The Jet Star bass was one of the most unusual guitars of the 1960s, and probably of all time. With its Dali-esque 'melting' body and unusual headstock. This short-scale (30.5 inch) bass was featured in the 1966 Guild catalogue (see below) along with its companion guitar, the Guild Thunderbird S-200.

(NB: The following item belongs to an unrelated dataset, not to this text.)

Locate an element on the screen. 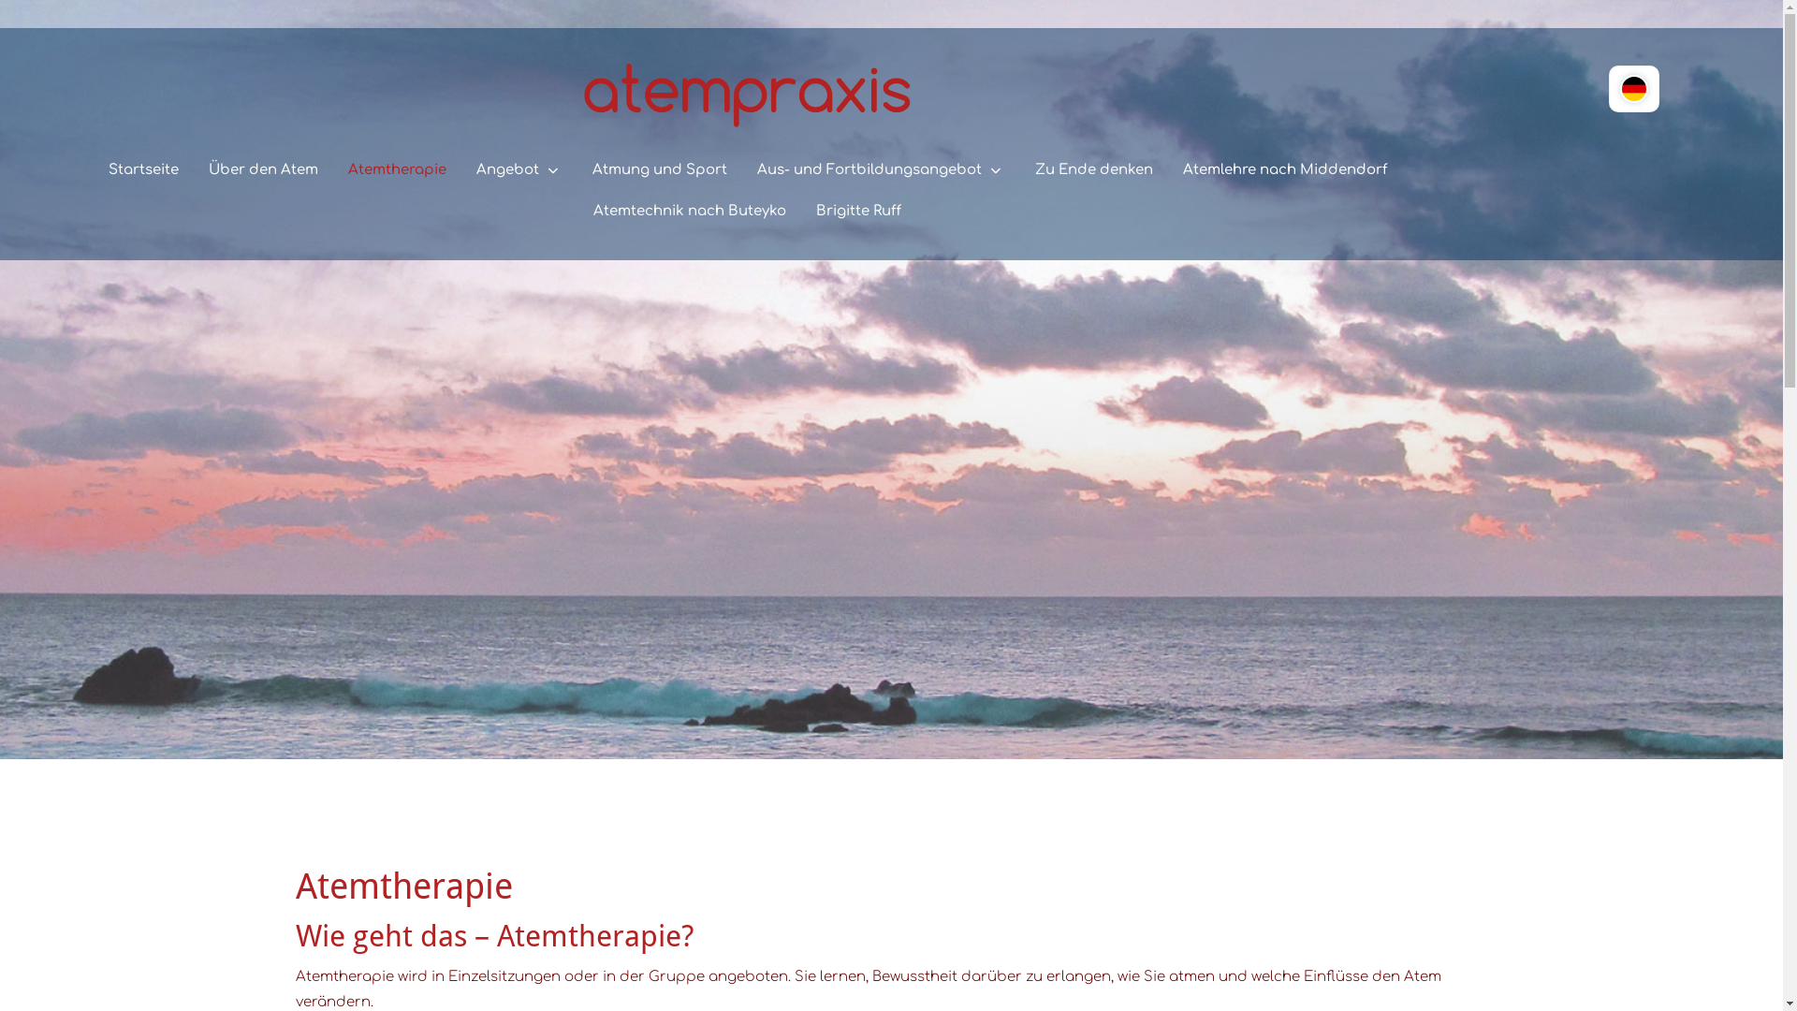 The height and width of the screenshot is (1011, 1797). Atemlehre nach Middendorf is located at coordinates (1285, 170).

The Guild Jet-Star bass was described as follows in the 1968 Guild catalog
A solid body bass inspired by the lines of the Guild Thunderbird. Comfortable to hold, easy to control, as responsive as a lead guitar. Body is 13 1/4" wide, 19 1/4" long, 1 9/16" deep. Has a specially designed bass neck reinforced by an adjustable steel rod. Lightning-action rosewood fingerboard has a 30 1/2" scale and 10 inlaid position dots. Equipped with Guild's Anti-Hum Pick-Up adapted especially for bass. Functioning on the humbucking principle, it is hypersensitive to the complete range of string vibrations while filtering out all hum and other interference. Has separate tone and volume controls, two hand rests, and fine quality strings. <
Early examples (1964-65) were equipped with a single Hagstrom Bisonic pickup, changing to a single coil 'Mickey Mouse' style pickup in 1966. The unusual 2x2 headstock was also remodelled at this time, to a single sided Gibson Thunderbird style headstock. It still looked cool, but lost some of its originality in the process.